Sosyal: How Social Media Has Become a Filipino Tradition

When I think of social media today, a multitude of images fly through my mind. I see publishing news and writer friends sharing advice on Twitter. I see friends and cousins all around the world sharing beautiful moments and the meals they learned to cook from scratch on Instagram. I see updates from all the people I’ve ever shared my life with on Facebook, be it my best friend from kindergarten, my teammate in my college journalism class, or my titos and titas in the Philippines all gathered together around a huge table filled with food and a karaoke machine in the corner. (And sometimes the occasional ex-boyfriend I wish Facebook would stop reminding me of.)

It’s ever-present in all of our lives; to share, to communicate through, to just want to be a part of. How did we get here? To answer this, I had to think all the way back to nearly the beginning of my life.



Growing up in Southern California, I remember how hard it was for my parents to find work when we first arrived. It was 1981 and I was only 2 years old, my brother only 4. We didn’t have family in America, and very few friends. But my parents were persistent, they were educated, and they were lucky.

They eventually found work, but it still wasn’t easy. In order to live and raise a family in a new country, having to start over again, and especially in a part of the country known for its high cost of living, they couldn’t just find a job.

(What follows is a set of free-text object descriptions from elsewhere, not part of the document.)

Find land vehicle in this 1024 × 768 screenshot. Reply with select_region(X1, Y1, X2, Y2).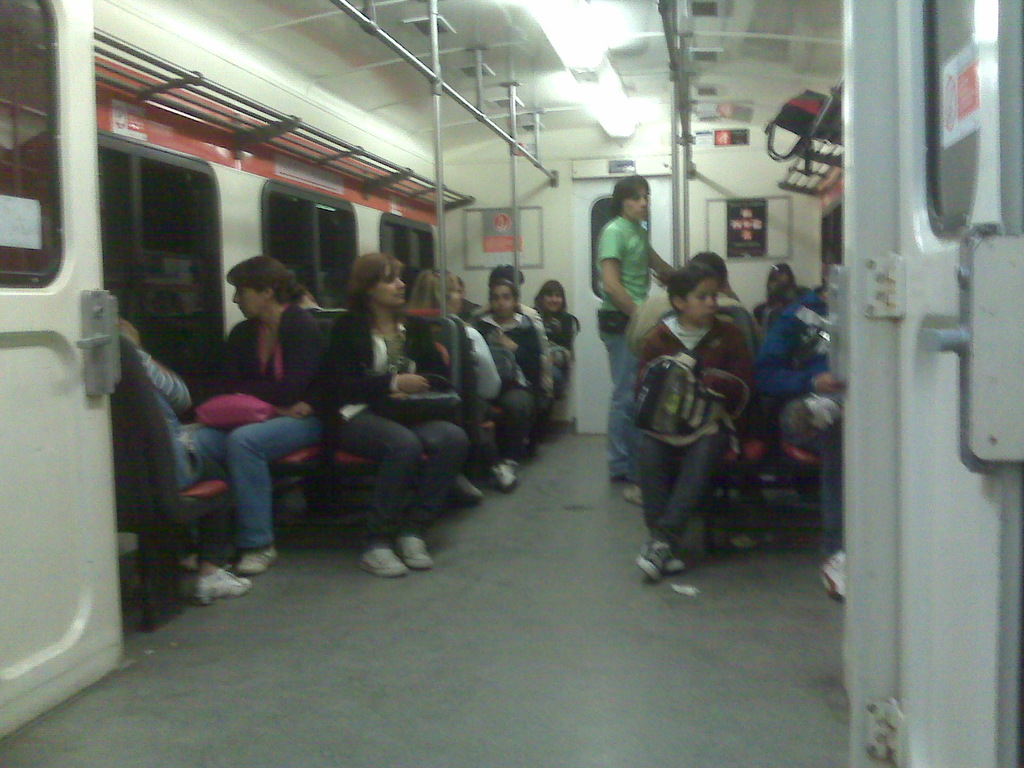
select_region(0, 0, 1023, 767).
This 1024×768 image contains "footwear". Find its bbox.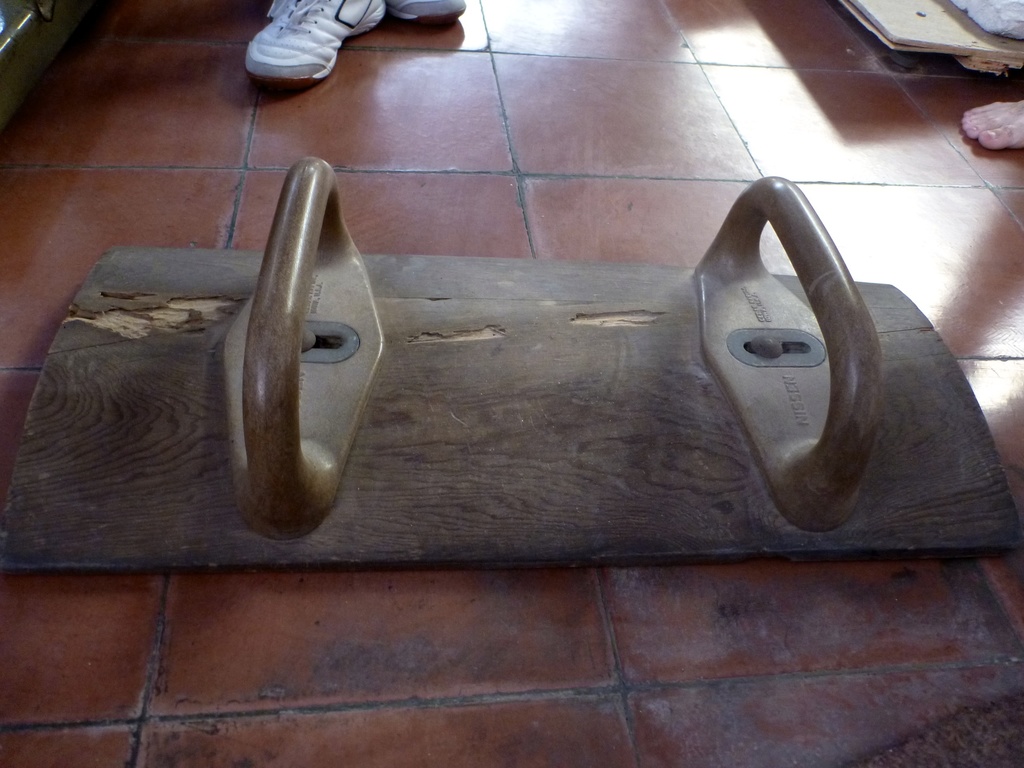
{"left": 388, "top": 0, "right": 467, "bottom": 25}.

My parents had to find two jobs and work both, each of them. Because of that my Lola Rosing, my mother’s mother, flew to California from the Philippines when I was 6 years old to help raise us.

I always regarded my Lola as a strong woman in her own right. She woke early and worked all day. She taught me to cook and study hard. And the only thing she ever asked for were stationeries and phone cards. That struck me as odd when I was younger, but I understand it now. She was plucked from her life willingly to help her daughter and her family get settled in a new country. All she wanted in return was the ability to speak to the loved ones she left behind.

Filipinos have always been a social people. Culturally, pamilya and kababayan remained close and supported one another. Maybe that has to do with economic factors, taking care of each other in times of need. Certainly, though we knew few people in California, we found ourselves gravitating towards communities where other Filipino families lived. My parents reconnected with their childhood neighbors and I grew up calling them tito and tita, their kids my cousins, though we weren’t blood related. Because that’s exactly what they gave us as we struggled in this new world, a sense of family we needed to endure the hardships.

Or perhaps it is more of a religious factor, the Catholic ideals of honoring thy mother and father and loving thy neighbor a fundamental factor in our lives. St. Athanasius Church in Long Beach, California became our parish. My brother and I both attended grade school there, and our family attended their mass every Sunday at noon. It was like a second family, a built-in community where we knew we would always be welcomed and supported, accepted and prayed for.

There’s nothing more important to us than family and camaraderie, and staying in touch with all those we care for is how we maintain our community. And as peoples of a diaspora, it also calls upon our desire to be accepted, our yearning to belong when everything else in our lives was unfamiliar.

Do you remember passing notes to your friends in school, carefully doodling along the edges of your Hello Kitty stationery with your multi-colored gel pens? Or hand-making a birthday card complete with scratch-and-sniff scented stickers and wallet-sized class photo of you to mail to your cousin in the Philippines? This is how we stayed in touch; this is how we reminded our loved ones we still hold them dear. And as we grew up and the world and technology grew right along with us, we never stopped showing them how much we loved them. But now instead of colorful stationery and handmade cards we use social media.

My Lola used phone cards back in the '80s and '90s, but today Filipinos stay in touch through Facebook and Instagram, and apps like Viber and WhatsApp. Now, social media gives us the opportunity to remain tethered instantly and globally. At the moments in our lives when we dared to dream of a better life, when we chose to leave our homes in pursuit of more opportunities, the rise of the internet gave us the opportunity to remain in a community of support we so desperately clung to and needed. It has been integrated into our traditions of family and home by keeping us together no matter how far away we may venture.

It no longer matters how many miles span between me and the cousins I rarely see. It doesn’t matter that their day begins 13 hours ahead of mine. Social media allows me to talk to them, to follow along in their adventures and daily lives, even reminds me when it is their birthday. And that is why I believe a social media tradition has and will continue to span the test of time and adversity. We need it to, specially today in a state of global health crisis, when staying in touch virtually has come to temporarily replace physical proximity. We will stay together and support each other. Because while we work diligently to chase our American dreams, social media now assures us that we no longer have to do so alone.